The strongest defensive value is in validating mobile telemetry coverage and permission governance, not in treating every calendar access event as malicious. Calendar access is common and often legitimate, so useful detection depends on device posture, app trust, user role, and surrounding compromise indicators.

The supplied ATT&CK detection-strategy object has no official description, no official detection text, no listed platforms, and no tactics. Android and iOS context comes from the relationship to T1636.001 Calendar Entries. Local environment data is required to determine actual visibility, control coverage, and investigation feasibility.

Official MITRE ATT&CK definition

Detection of Calendar Entries

No official description is available in the imported ATT&CK source object.

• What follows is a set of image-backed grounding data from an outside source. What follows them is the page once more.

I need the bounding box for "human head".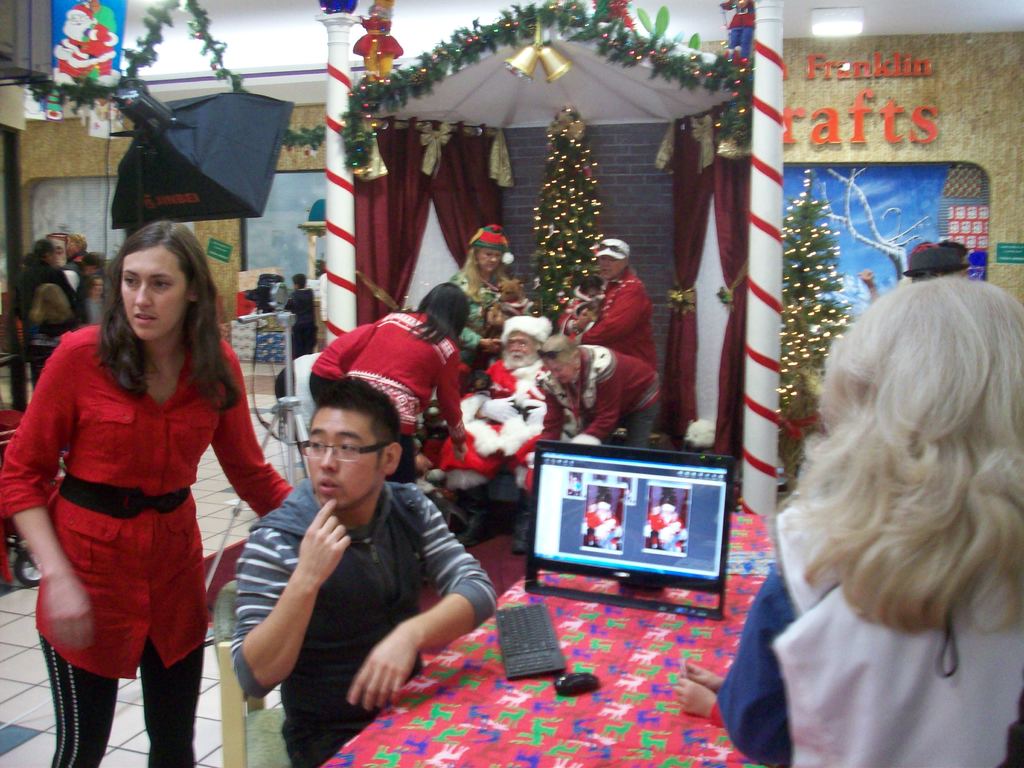
Here it is: [left=590, top=237, right=631, bottom=276].
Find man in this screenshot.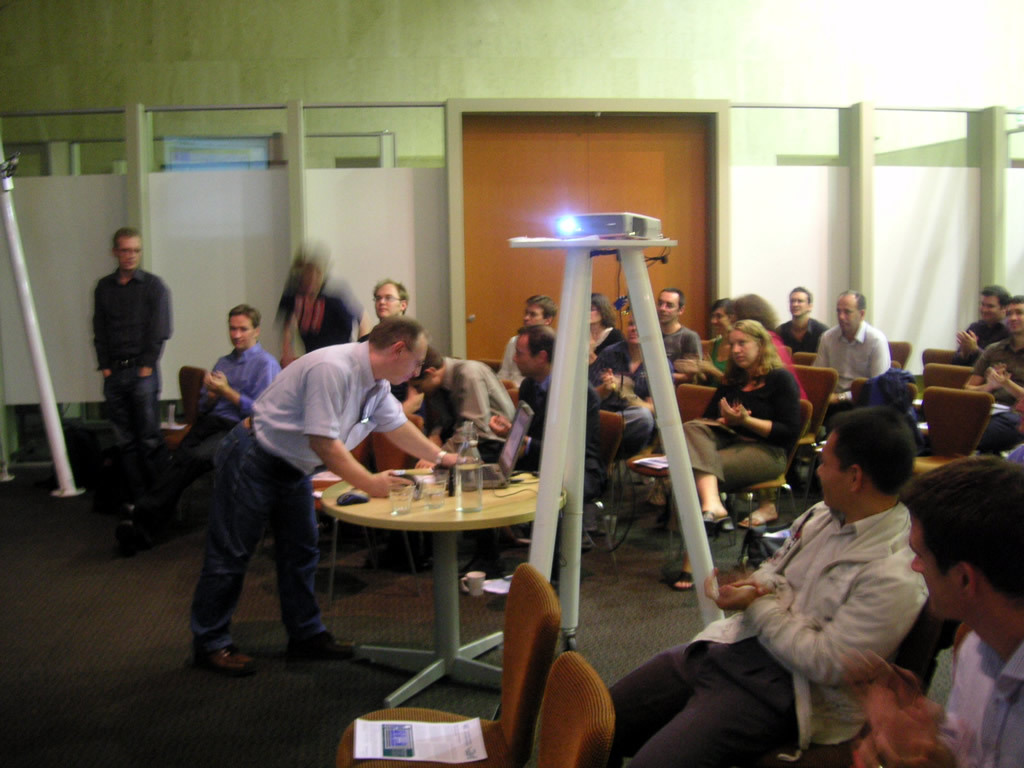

View the same entry on attack.mitre.org (MITRE-hosted reference; in-page links above use the Glexia ATT&CK library.)

Glexia analysis

How security teams should use this page

Treat this object as behavior context, not an attribution claim. Validate the related groups, software, data sources, and mitigations against official ATT&CK relationships and your own telemetry before making control-coverage decisions.

ATT&CK relationship table

Techniques used

This mirrors the MITRE pattern of making group, software, campaign, and technique relationships scannable. Relationship notes come from mirrored ATT&CK relationship text when available.

1 rows
Domain ID Name Relationship / procedure
Mobile T1636.001 Calendar Entries Sub-technique This object detects Calendar Entries.
Relationship explorer

All related ATT&CK context

Change history

Object version and sync metadata

The fields below describe the current mirrored snapshot. When Glexia retains multiple ATT&CK source imports, you can open the table to compare the same object across releases (hashes and MITRE timestamps). For MITRE’s own release notes and roadmap, see ATT&CK resources — Updates .

ATT&CK release
19.1
Object version
1.0
Created
Modified
Raw hash
eaab89ed40f804dc...
Imported snapshots across ATT&CK releases (1)
Release Bundle imported Object version Modified Status Raw hash
19.1 1.0 Current bundle eaab89ed40f8…
Raw source

Mirrored ATT&CK source object

The raw object is retained through the mirrored ATT&CK source bundle and object hash. The raw endpoint returns the exact object from the mirrored bundle when available.

Source references

External references and citations

MITRE external references are preserved separately from Glexia analysis so citations remain traceable to their original source records.

  1. [1]
    mitre-attack DET0674
    Open source URL
Source and licensing

Source: MITRE ATT&CK®. © 2026 The MITRE Corporation. This work is reproduced and distributed with the permission of The MITRE Corporation. MITRE ATT&CK and ATT&CK are registered trademarks of The MITRE Corporation. Glexia is not affiliated with or endorsed by MITRE.